Wednesday, September 18, 2019

A World Without Memory


A religious sister who writes a weekly column in the Peace Weekly tells the readers about her experience a few days previous, teaching a class of middle school children about the spirituality of the young. They were all happy to see her and listened with great curiosity and attention. They seemed to be concentrating on her talk and nodding their heads to the sister's words. She was very happy with the presentation and gave the students an activity assignment at the end.

The problem appeared after the talk. When the group instructors asked, "What did you learn?" "What activity did you receive?" They had a blank stare on their faces and to questions, understood little of what the sister said. Another Sister, who accompanied her, found the response of the students weird for the students seemed to be following the talk, asked good questions and worked hard at the activity. What in the world happened? One person said: "There was no test to follow no reason to remember." "Aha," the group nodded.

This is sad but the reality. The gap between meaning and meaningless is enormous, the difference in doing something with meaning and without meaning has tremendous consequences. Neuroscientists say that seeing things without meaning activates only part of the occipital lobe responsible for vision. The memory does not work at all. But when you listen, see, and read something with meaning, your brain opens up new pathways and doubles or triples your brain's neuronal activity, extending one's memory.
 

They answered wisely in class and worked on their workbooks, but they couldn't extract anything from their memories. No, rather nothing even entered their memories.  At that moment they are understanding just by feeling. No reward was expected, nor was any test envisioned, the talk was for the moment. But if you think about it, is that not true of all of us? She listens to many sermons at Mass and some are very good but she remembers very little of what was said. Memory of the priest's expressions, gestures and, a good feeling from hearing the sermon remain but later looking back at what was said it was bottom-side up.

She remembers William Stafford's verse, "I closed my book, and I left my head in the book." One may read a book very zealously, enjoy the book but little will remain unless the information is translated into meaning.

Moreover, in the screen world in which we have entered, when you ask 'what is it?' the hand is quickly on the smartphone. No need to think or remember, your smartphone will take care of it for you. We are leaving our heads in the computer.

Without memory, there is no past or present. "I have a memory of the past, so I have a present, and I am conscious of my existence." But her memory capacity is getting smaller and she is somewhat nervous. A distracting media environment makes continuous attentiveness to what we are doing difficult. Nothing is remembered by itself. More urgent than ever to process interpreting what we read, see and hear trying to perceive and recognize its meaning to us and others.

How much do we remember from the experiences of today, what we have heard and read today? It would be very painful knowing that the temporary memory system is all that is operative like our middle school children.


Copy each line of the records that contains the word "type".

┏━━

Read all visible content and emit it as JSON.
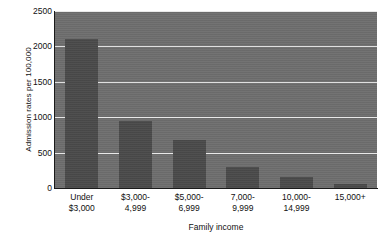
{
  "chart_data": {
    "type": "bar",
    "title": "",
    "subtitle": "",
    "xlabel": "Family income",
    "ylabel": "Admission rates per 100,000",
    "categories": [
      "Under\n$3,000",
      "$3,000-\n4,999",
      "$5,000-\n6,999",
      "7,000-\n9,999",
      "10,000-\n14,999",
      "15,000+"
    ],
    "category_lines": [
      [
        "Under",
        "$3,000"
      ],
      [
        "$3,000-",
        "4,999"
      ],
      [
        "$5,000-",
        "6,999"
      ],
      [
        "7,000-",
        "9,999"
      ],
      [
        "10,000-",
        "14,999"
      ],
      [
        "15,000+",
        ""
      ]
    ],
    "values": [
      2100,
      950,
      680,
      300,
      160,
      55
    ],
    "ylim": [
      0,
      2500
    ],
    "yticks": [
      0,
      500,
      1000,
      1500,
      2000,
      2500
    ],
    "ytick_labels": [
      "0",
      "500",
      "1000",
      "1500",
      "2000",
      "2500"
    ],
    "grid": true,
    "grid_axis": "y",
    "legend": false,
    "legend_position": "none",
    "colors": {
      "bar": "#4a4a4a",
      "plot_background": "#6e6e6e",
      "gridline": "#e8e8e8",
      "axis": "#1a1a1a",
      "text": "#111111",
      "figure_background": "#ffffff"
    }
  }
}
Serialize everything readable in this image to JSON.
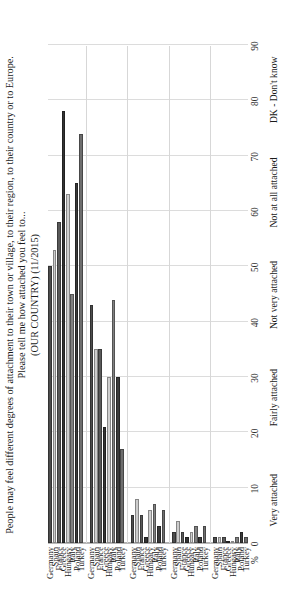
{
  "figure": {
    "title_line1": "People may feel different degrees of attachment to their town or village, to their region, to their country or to Europe.",
    "title_line2": "Please tell me how attached you feel to...",
    "title_line3": "(OUR COUNTRY) (11/2015)",
    "axis_unit_label": "%",
    "orientation": "rotated-90"
  },
  "chart_data": {
    "type": "bar",
    "subtitle": "(OUR COUNTRY) (11/2015)",
    "xlabel": "%",
    "ylabel": "",
    "orientation": "horizontal",
    "xlim": [
      0,
      90
    ],
    "xticks": [
      0,
      10,
      20,
      30,
      40,
      50,
      60,
      70,
      80,
      90
    ],
    "grid": true,
    "legend": "none",
    "categories": [
      "Very attached",
      "Fairly attached",
      "Not very attached",
      "Not at all attached",
      "DK - Don't know"
    ],
    "countries": [
      "Germany",
      "Spain",
      "France",
      "Greece",
      "Hungary",
      "Italy",
      "Poland",
      "Turkey"
    ],
    "groups": [
      {
        "label": "Very attached",
        "bars": [
          {
            "country": "Germany",
            "value": 50,
            "color": "#4d4d4d"
          },
          {
            "country": "Spain",
            "value": 53,
            "color": "#cccccc"
          },
          {
            "country": "France",
            "value": 58,
            "color": "#595959"
          },
          {
            "country": "Greece",
            "value": 78,
            "color": "#333333"
          },
          {
            "country": "Hungary",
            "value": 63,
            "color": "#cfcfcf"
          },
          {
            "country": "Italy",
            "value": 45,
            "color": "#808080"
          },
          {
            "country": "Poland",
            "value": 65,
            "color": "#3a3a3a"
          },
          {
            "country": "Turkey",
            "value": 74,
            "color": "#6e6e6e"
          }
        ]
      },
      {
        "label": "Fairly attached",
        "bars": [
          {
            "country": "Germany",
            "value": 43,
            "color": "#4d4d4d"
          },
          {
            "country": "Spain",
            "value": 35,
            "color": "#cccccc"
          },
          {
            "country": "France",
            "value": 35,
            "color": "#595959"
          },
          {
            "country": "Greece",
            "value": 21,
            "color": "#333333"
          },
          {
            "country": "Hungary",
            "value": 30,
            "color": "#cfcfcf"
          },
          {
            "country": "Italy",
            "value": 44,
            "color": "#808080"
          },
          {
            "country": "Poland",
            "value": 30,
            "color": "#3a3a3a"
          },
          {
            "country": "Turkey",
            "value": 17,
            "color": "#6e6e6e"
          }
        ]
      },
      {
        "label": "Not very attached",
        "bars": [
          {
            "country": "Germany",
            "value": 5,
            "color": "#4d4d4d"
          },
          {
            "country": "Spain",
            "value": 8,
            "color": "#cccccc"
          },
          {
            "country": "France",
            "value": 5,
            "color": "#595959"
          },
          {
            "country": "Greece",
            "value": 1,
            "color": "#333333"
          },
          {
            "country": "Hungary",
            "value": 6,
            "color": "#cfcfcf"
          },
          {
            "country": "Italy",
            "value": 7,
            "color": "#808080"
          },
          {
            "country": "Poland",
            "value": 3,
            "color": "#3a3a3a"
          },
          {
            "country": "Turkey",
            "value": 6,
            "color": "#6e6e6e"
          }
        ]
      },
      {
        "label": "Not at all attached",
        "bars": [
          {
            "country": "Germany",
            "value": 2,
            "color": "#4d4d4d"
          },
          {
            "country": "Spain",
            "value": 4,
            "color": "#cccccc"
          },
          {
            "country": "France",
            "value": 2,
            "color": "#595959"
          },
          {
            "country": "Greece",
            "value": 1,
            "color": "#333333"
          },
          {
            "country": "Hungary",
            "value": 2,
            "color": "#cfcfcf"
          },
          {
            "country": "Italy",
            "value": 3,
            "color": "#808080"
          },
          {
            "country": "Poland",
            "value": 1,
            "color": "#3a3a3a"
          },
          {
            "country": "Turkey",
            "value": 3,
            "color": "#6e6e6e"
          }
        ]
      },
      {
        "label": "DK - Don't know",
        "bars": [
          {
            "country": "Germany",
            "value": 1,
            "color": "#4d4d4d"
          },
          {
            "country": "Spain",
            "value": 1,
            "color": "#cccccc"
          },
          {
            "country": "France",
            "value": 1,
            "color": "#595959"
          },
          {
            "country": "Greece",
            "value": 0,
            "color": "#333333"
          },
          {
            "country": "Hungary",
            "value": 0,
            "color": "#cfcfcf"
          },
          {
            "country": "Italy",
            "value": 1,
            "color": "#808080"
          },
          {
            "country": "Poland",
            "value": 2,
            "color": "#3a3a3a"
          },
          {
            "country": "Turkey",
            "value": 1,
            "color": "#6e6e6e"
          }
        ]
      }
    ]
  }
}
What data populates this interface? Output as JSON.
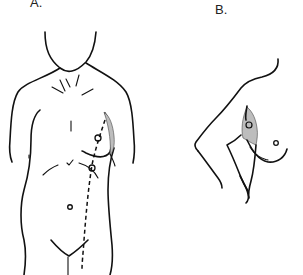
{
  "figure": {
    "panels": [
      {
        "id": "A",
        "label": "A.",
        "description": "Frontal torso with dashed incision line and marked points"
      },
      {
        "id": "B",
        "label": "B.",
        "description": "Lateral view with raised arm and shaded region"
      }
    ]
  }
}
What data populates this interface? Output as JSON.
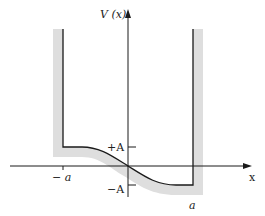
{
  "diagram": {
    "y_axis_label": "V (x)",
    "x_axis_label": "x",
    "tick_labels": {
      "plus_A": "+A",
      "minus_A": "−A",
      "minus_a": "− a",
      "plus_a": "a"
    },
    "colors": {
      "line": "#1a1a1a",
      "shading": "#dedede",
      "background": "#ffffff"
    }
  }
}
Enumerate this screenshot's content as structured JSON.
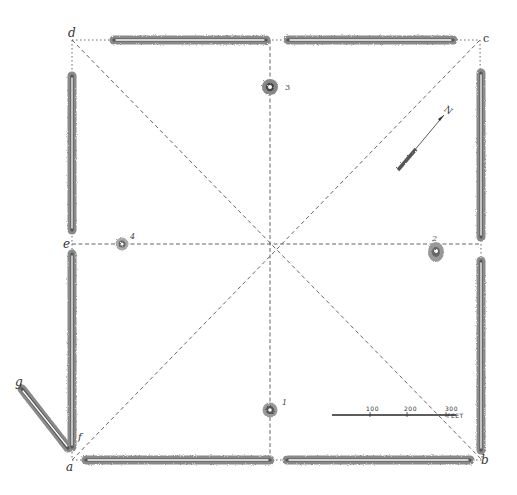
{
  "diagram": {
    "type": "archaeological-earthwork-plan",
    "corners": {
      "a": {
        "label": "a",
        "x": 72,
        "y": 460
      },
      "b": {
        "label": "b",
        "x": 482,
        "y": 460
      },
      "c": {
        "label": "c",
        "x": 480,
        "y": 40
      },
      "d": {
        "label": "d",
        "x": 72,
        "y": 40
      }
    },
    "midpoint_e": {
      "label": "e",
      "x": 72,
      "y": 244
    },
    "wing": {
      "start_label": "g",
      "end_label": "f"
    },
    "mounds": [
      {
        "id": "1",
        "label": "1",
        "x": 270,
        "y": 410
      },
      {
        "id": "2",
        "label": "2",
        "x": 436,
        "y": 252
      },
      {
        "id": "3",
        "label": "3",
        "x": 270,
        "y": 87
      },
      {
        "id": "4",
        "label": "4",
        "x": 122,
        "y": 244
      }
    ],
    "north_arrow": {
      "label": "N"
    },
    "scale_bar": {
      "ticks": [
        "100",
        "200",
        "300"
      ],
      "unit": "FEET"
    },
    "colors": {
      "wall_fill": "#8a8a8a",
      "wall_core": "#ffffff",
      "line": "#555555",
      "background": "#ffffff"
    }
  }
}
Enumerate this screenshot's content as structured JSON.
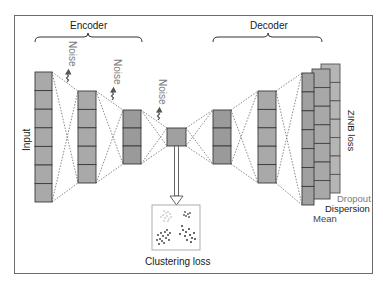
{
  "labels": {
    "encoder": "Encoder",
    "decoder": "Decoder",
    "input": "Input",
    "noise": "Noise",
    "zinb_loss": "ZINB loss",
    "clustering_loss": "Clustering loss",
    "mean": "Mean",
    "dispersion": "Dispersion",
    "dropout": "Dropout"
  },
  "layers": {
    "encoder": [
      {
        "name": "input",
        "cells": 7
      },
      {
        "name": "hidden-1",
        "cells": 5
      },
      {
        "name": "hidden-2",
        "cells": 3
      }
    ],
    "bottleneck": {
      "cells": 1
    },
    "decoder": [
      {
        "name": "hidden-3",
        "cells": 3
      },
      {
        "name": "hidden-4",
        "cells": 5
      }
    ],
    "outputs": [
      "Mean",
      "Dispersion",
      "Dropout"
    ]
  },
  "noise_count": 3,
  "colors": {
    "cell_fill": "#a8a8a8",
    "cell_stroke": "#3a3a3a",
    "dashed_line": "#555555",
    "frame": "#6b6b6b",
    "gray_text": "#7a7a7a"
  }
}
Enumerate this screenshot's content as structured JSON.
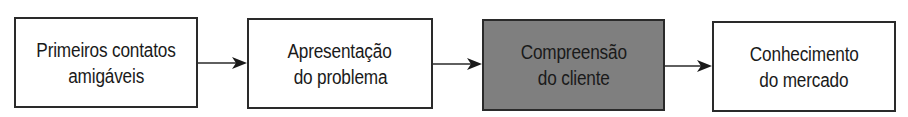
{
  "diagram": {
    "type": "flowchart",
    "direction": "left-to-right",
    "nodes": [
      {
        "id": "n1",
        "lines": [
          "Primeiros contatos",
          "amigáveis"
        ],
        "highlighted": false
      },
      {
        "id": "n2",
        "lines": [
          "Apresentação",
          "do problema"
        ],
        "highlighted": false
      },
      {
        "id": "n3",
        "lines": [
          "Compreensão",
          "do cliente"
        ],
        "highlighted": true
      },
      {
        "id": "n4",
        "lines": [
          "Conhecimento",
          "do mercado"
        ],
        "highlighted": false
      }
    ],
    "edges": [
      {
        "from": "n1",
        "to": "n2"
      },
      {
        "from": "n2",
        "to": "n3"
      },
      {
        "from": "n3",
        "to": "n4"
      }
    ],
    "colors": {
      "border": "#2a2a2a",
      "box_fill": "#ffffff",
      "highlight_fill": "#7f7f7f",
      "text": "#1a1a1a"
    }
  }
}
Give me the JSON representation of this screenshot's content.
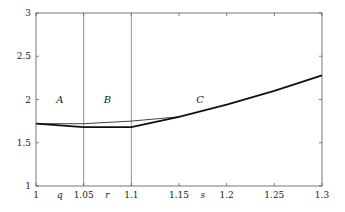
{
  "chart_data": {
    "type": "line",
    "title": "",
    "xlabel": "",
    "ylabel": "",
    "xlim": [
      1,
      1.3
    ],
    "ylim": [
      1,
      3
    ],
    "grid": false,
    "legend": null,
    "x_ticks": [
      {
        "value": 1,
        "label": "1"
      },
      {
        "value": 1.05,
        "label": "1.05"
      },
      {
        "value": 1.1,
        "label": "1.1"
      },
      {
        "value": 1.15,
        "label": "1.15"
      },
      {
        "value": 1.2,
        "label": "1.2"
      },
      {
        "value": 1.25,
        "label": "1.25"
      },
      {
        "value": 1.3,
        "label": "1.3"
      }
    ],
    "y_ticks": [
      {
        "value": 1,
        "label": "1"
      },
      {
        "value": 1.5,
        "label": "1.5"
      },
      {
        "value": 2,
        "label": "2"
      },
      {
        "value": 2.5,
        "label": "2.5"
      },
      {
        "value": 3,
        "label": "3"
      }
    ],
    "axis_variable_labels": [
      {
        "x": 1.025,
        "label": "q"
      },
      {
        "x": 1.075,
        "label": "r"
      },
      {
        "x": 1.175,
        "label": "s"
      }
    ],
    "vertical_lines": [
      1.05,
      1.1
    ],
    "region_labels": [
      {
        "x": 1.025,
        "y": 2.0,
        "label": "A"
      },
      {
        "x": 1.075,
        "y": 2.0,
        "label": "B"
      },
      {
        "x": 1.172,
        "y": 2.0,
        "label": "C"
      }
    ],
    "series": [
      {
        "name": "thick",
        "style": "thick",
        "x": [
          1.0,
          1.05,
          1.1,
          1.15,
          1.2,
          1.25,
          1.3
        ],
        "values": [
          1.72,
          1.68,
          1.68,
          1.8,
          1.94,
          2.1,
          2.28
        ]
      },
      {
        "name": "thin",
        "style": "thin",
        "x": [
          1.0,
          1.05,
          1.1,
          1.15
        ],
        "values": [
          1.72,
          1.72,
          1.75,
          1.8
        ]
      }
    ]
  }
}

┗━━

● EXERCISE ANSWER:
    "type": "bar",
    "type": "bar",
    "type": "archaeological-earthwork-plan",
    "type": "flowchart",
    "type": "line",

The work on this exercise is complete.